Working capital is the cash trapped between paying suppliers, holding inventory, and collecting receivables. Automation reduces idle days—not by “motivating sales harder,” but by removing manual delays in invoicing, approvals, and collections.

Cash conversion cycle (CCC) in plain numbers

Common definitions (verify against your financial statements):

  • DSO (days sales outstanding): how fast customers pay.
  • DIO (days inventory outstanding): how long cash sits on shelves.
  • DPO (days payables outstanding): how long you wait to pay vendors.

CCC ≈ DSO + DIO − DPO (lower is better). If DSO is 48, DIO 35, DPO 32 → CCC ≈ 51 days of financed working capital you must fund via equity, revolver, or supplier terms.

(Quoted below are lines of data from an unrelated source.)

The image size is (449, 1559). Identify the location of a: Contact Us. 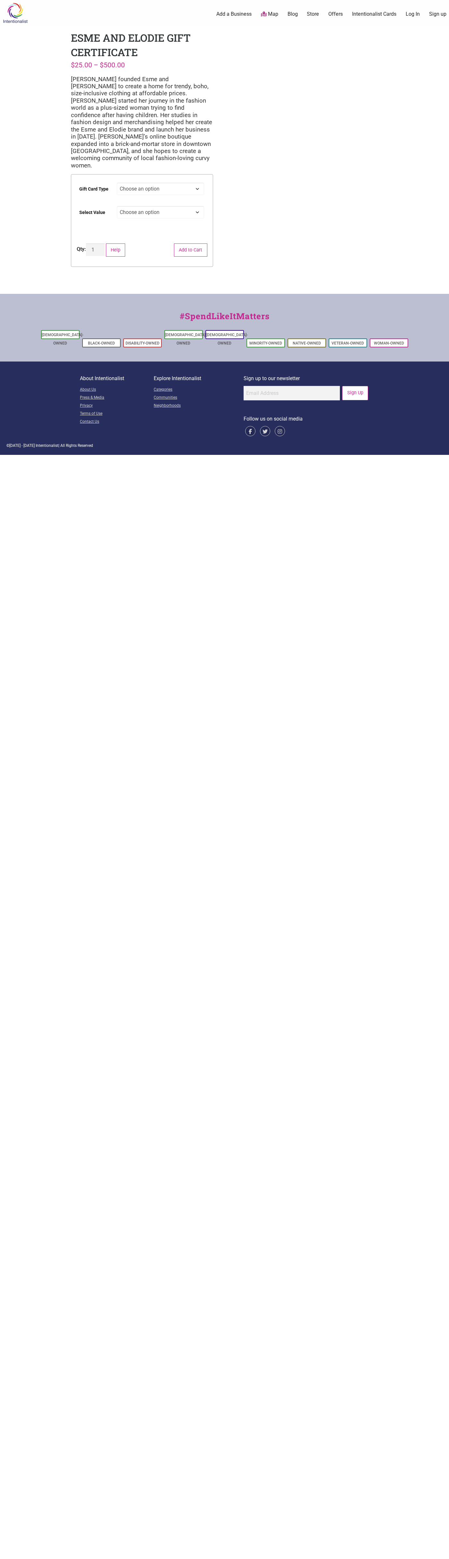
(117, 422).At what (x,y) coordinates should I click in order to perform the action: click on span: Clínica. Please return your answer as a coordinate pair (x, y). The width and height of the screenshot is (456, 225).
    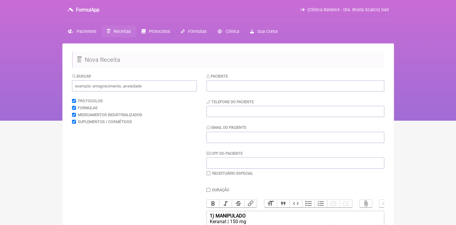
    Looking at the image, I should click on (232, 31).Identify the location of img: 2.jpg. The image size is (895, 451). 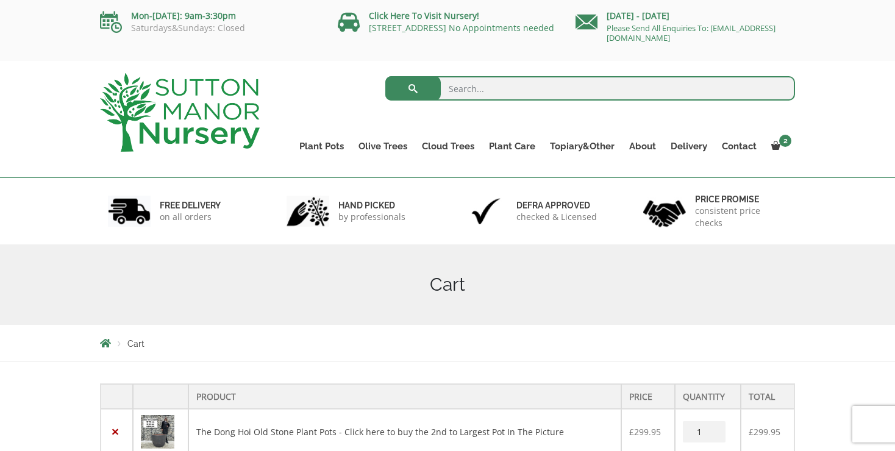
(308, 211).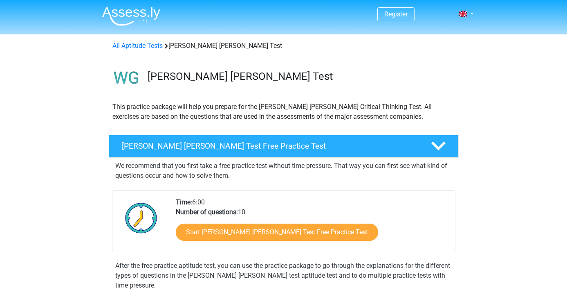  I want to click on b: Number of questions:, so click(207, 212).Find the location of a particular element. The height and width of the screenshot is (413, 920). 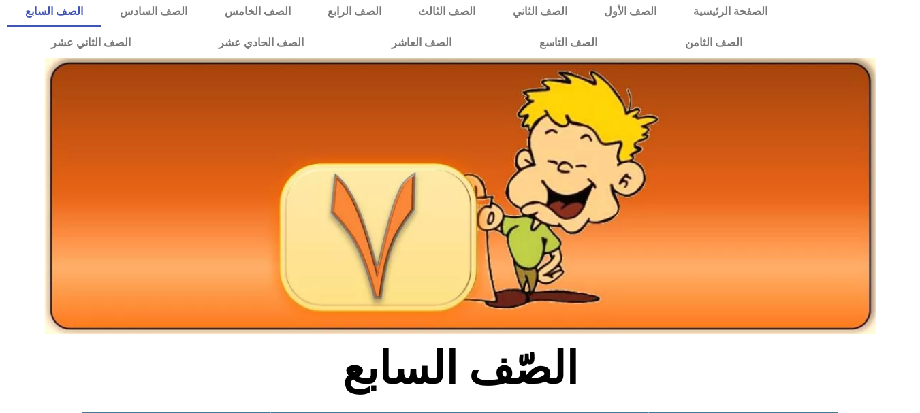

h2: الصّف السابع is located at coordinates (460, 369).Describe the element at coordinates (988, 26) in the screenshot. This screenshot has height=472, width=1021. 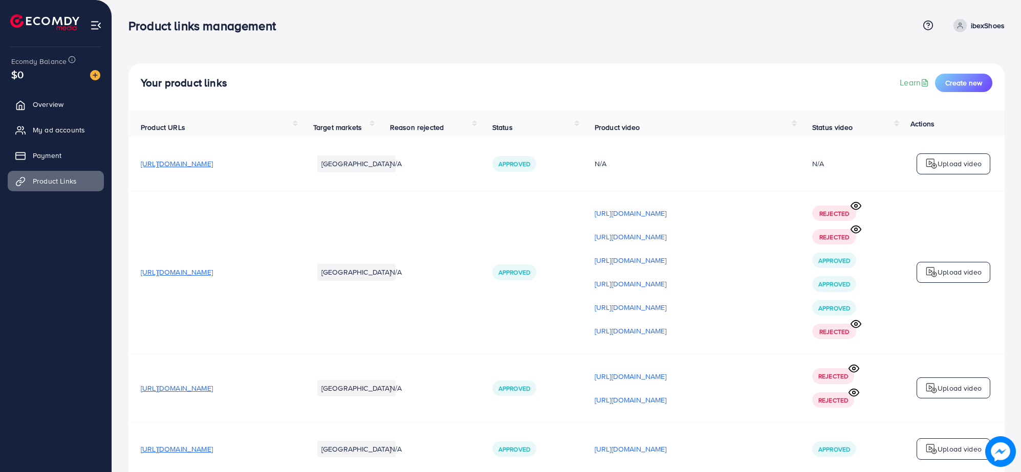
I see `p: ibexShoes` at that location.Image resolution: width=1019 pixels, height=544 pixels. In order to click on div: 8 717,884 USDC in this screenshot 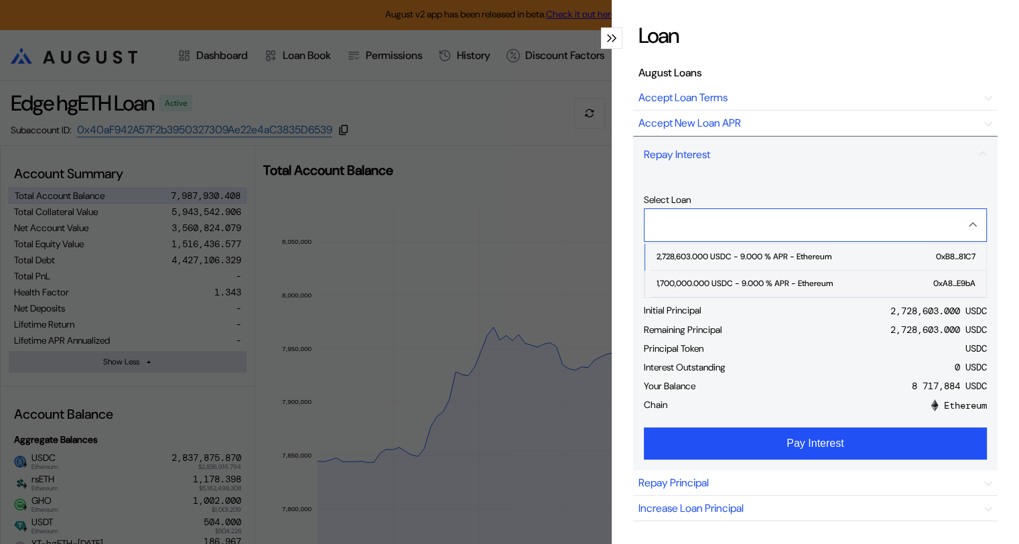, I will do `click(949, 386)`.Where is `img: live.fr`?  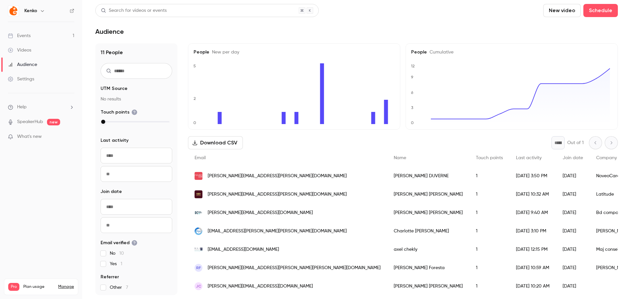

Automation levers that actually move cash

  1. Invoicing same-day with correct PO references—delays here silently extend DSO.
  2. Collections cadence—automated reminders at T+7/T+14, escalation rules, not ad-hoc emails.
  3. AP approval workflows with mobile approval to avoid “stuck in inbox” DPO noise (don’t pay early by accident).
  4. Inventory signals tying purchasing to sell-through, not monthly bulk buys.

Cost of bridging CCC

If a line of credit carries 11% APR, shaving 10 CCC days on $400k monthly throughput is material interest saved—model short-term rates with the interest calculator before dismissing “process work” as non-financial.

Controls (non-negotiable)

Segregate duties on vendor creation, wire approvals, and refund issuance. Faster systems with weak controls are how fraud scales.